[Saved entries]
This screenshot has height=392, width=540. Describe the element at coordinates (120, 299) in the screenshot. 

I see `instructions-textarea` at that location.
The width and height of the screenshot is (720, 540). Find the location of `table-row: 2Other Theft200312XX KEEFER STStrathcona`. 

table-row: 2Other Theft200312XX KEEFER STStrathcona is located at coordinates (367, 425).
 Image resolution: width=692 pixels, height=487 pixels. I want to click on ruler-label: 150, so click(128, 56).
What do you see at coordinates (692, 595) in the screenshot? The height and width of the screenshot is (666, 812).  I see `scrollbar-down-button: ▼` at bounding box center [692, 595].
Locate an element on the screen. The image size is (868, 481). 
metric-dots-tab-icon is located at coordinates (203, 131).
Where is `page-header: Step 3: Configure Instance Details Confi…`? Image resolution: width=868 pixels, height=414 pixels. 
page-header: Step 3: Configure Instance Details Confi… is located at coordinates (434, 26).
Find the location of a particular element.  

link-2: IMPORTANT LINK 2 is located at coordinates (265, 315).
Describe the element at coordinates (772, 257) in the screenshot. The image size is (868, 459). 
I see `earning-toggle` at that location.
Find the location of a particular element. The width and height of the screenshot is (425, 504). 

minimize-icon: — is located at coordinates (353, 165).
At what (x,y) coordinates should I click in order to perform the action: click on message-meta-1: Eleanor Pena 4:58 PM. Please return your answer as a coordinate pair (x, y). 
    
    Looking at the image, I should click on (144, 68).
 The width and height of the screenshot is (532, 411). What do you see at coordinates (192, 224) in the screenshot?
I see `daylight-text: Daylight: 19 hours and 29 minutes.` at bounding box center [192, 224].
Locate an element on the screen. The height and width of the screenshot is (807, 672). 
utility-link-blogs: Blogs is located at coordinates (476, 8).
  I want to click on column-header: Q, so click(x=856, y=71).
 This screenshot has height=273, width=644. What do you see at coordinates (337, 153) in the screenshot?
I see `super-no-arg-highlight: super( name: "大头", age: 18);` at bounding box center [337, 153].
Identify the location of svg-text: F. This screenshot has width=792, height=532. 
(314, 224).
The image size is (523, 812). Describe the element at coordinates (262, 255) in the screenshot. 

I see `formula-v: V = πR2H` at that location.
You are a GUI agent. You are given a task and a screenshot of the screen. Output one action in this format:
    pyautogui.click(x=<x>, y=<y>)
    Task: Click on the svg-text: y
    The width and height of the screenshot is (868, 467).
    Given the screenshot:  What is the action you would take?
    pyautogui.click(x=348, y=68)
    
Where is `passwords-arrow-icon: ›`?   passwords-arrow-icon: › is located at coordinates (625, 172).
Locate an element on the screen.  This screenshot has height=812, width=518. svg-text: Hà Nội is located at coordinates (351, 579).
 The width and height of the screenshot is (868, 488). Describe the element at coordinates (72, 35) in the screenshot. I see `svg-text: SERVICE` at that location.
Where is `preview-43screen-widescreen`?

:: ASSIGNED TASK ::
Output the data in full, please, exactly as written.

:: RESULT ::
This screenshot has height=392, width=540. Describe the element at coordinates (120, 299) in the screenshot. 

I see `instructions-textarea` at that location.
The width and height of the screenshot is (720, 540). Find the location of `table-row: 2Other Theft200312XX KEEFER STStrathcona`. 

table-row: 2Other Theft200312XX KEEFER STStrathcona is located at coordinates (367, 425).
 Image resolution: width=692 pixels, height=487 pixels. I want to click on ruler-label: 150, so click(128, 56).
What do you see at coordinates (692, 595) in the screenshot? The height and width of the screenshot is (666, 812).  I see `scrollbar-down-button: ▼` at bounding box center [692, 595].
Locate an element on the screen. The image size is (868, 481). 
metric-dots-tab-icon is located at coordinates (203, 131).
Where is `page-header: Step 3: Configure Instance Details Confi…`? Image resolution: width=868 pixels, height=414 pixels. 
page-header: Step 3: Configure Instance Details Confi… is located at coordinates (434, 26).
Find the location of a particular element.  

link-2: IMPORTANT LINK 2 is located at coordinates (265, 315).
Describe the element at coordinates (772, 257) in the screenshot. The image size is (868, 459). 
I see `earning-toggle` at that location.
Find the location of a particular element. The width and height of the screenshot is (425, 504). 

minimize-icon: — is located at coordinates (353, 165).
At what (x,y) coordinates should I click in order to perform the action: click on message-meta-1: Eleanor Pena 4:58 PM. Please return your answer as a coordinate pair (x, y). 
    
    Looking at the image, I should click on (144, 68).
 The width and height of the screenshot is (532, 411). What do you see at coordinates (192, 224) in the screenshot?
I see `daylight-text: Daylight: 19 hours and 29 minutes.` at bounding box center [192, 224].
Locate an element on the screen. The height and width of the screenshot is (807, 672). 
utility-link-blogs: Blogs is located at coordinates (476, 8).
  I want to click on column-header: Q, so click(x=856, y=71).
 This screenshot has height=273, width=644. What do you see at coordinates (337, 153) in the screenshot?
I see `super-no-arg-highlight: super( name: "大头", age: 18);` at bounding box center [337, 153].
Identify the location of svg-text: F. This screenshot has width=792, height=532. 
(314, 224).
The image size is (523, 812). Describe the element at coordinates (262, 255) in the screenshot. 

I see `formula-v: V = πR2H` at that location.
You are a GUI agent. You are given a task and a screenshot of the screen. Output one action in this format:
    pyautogui.click(x=<x>, y=<y>)
    Task: Click on the svg-text: y
    The width and height of the screenshot is (868, 467).
    Given the screenshot:  What is the action you would take?
    pyautogui.click(x=348, y=68)
    
Where is `passwords-arrow-icon: ›`?   passwords-arrow-icon: › is located at coordinates (625, 172).
Locate an element on the screen.  This screenshot has height=812, width=518. svg-text: Hà Nội is located at coordinates (351, 579).
 The width and height of the screenshot is (868, 488). Describe the element at coordinates (72, 35) in the screenshot. I see `svg-text: SERVICE` at that location.
Where is `preview-43screen-widescreen`?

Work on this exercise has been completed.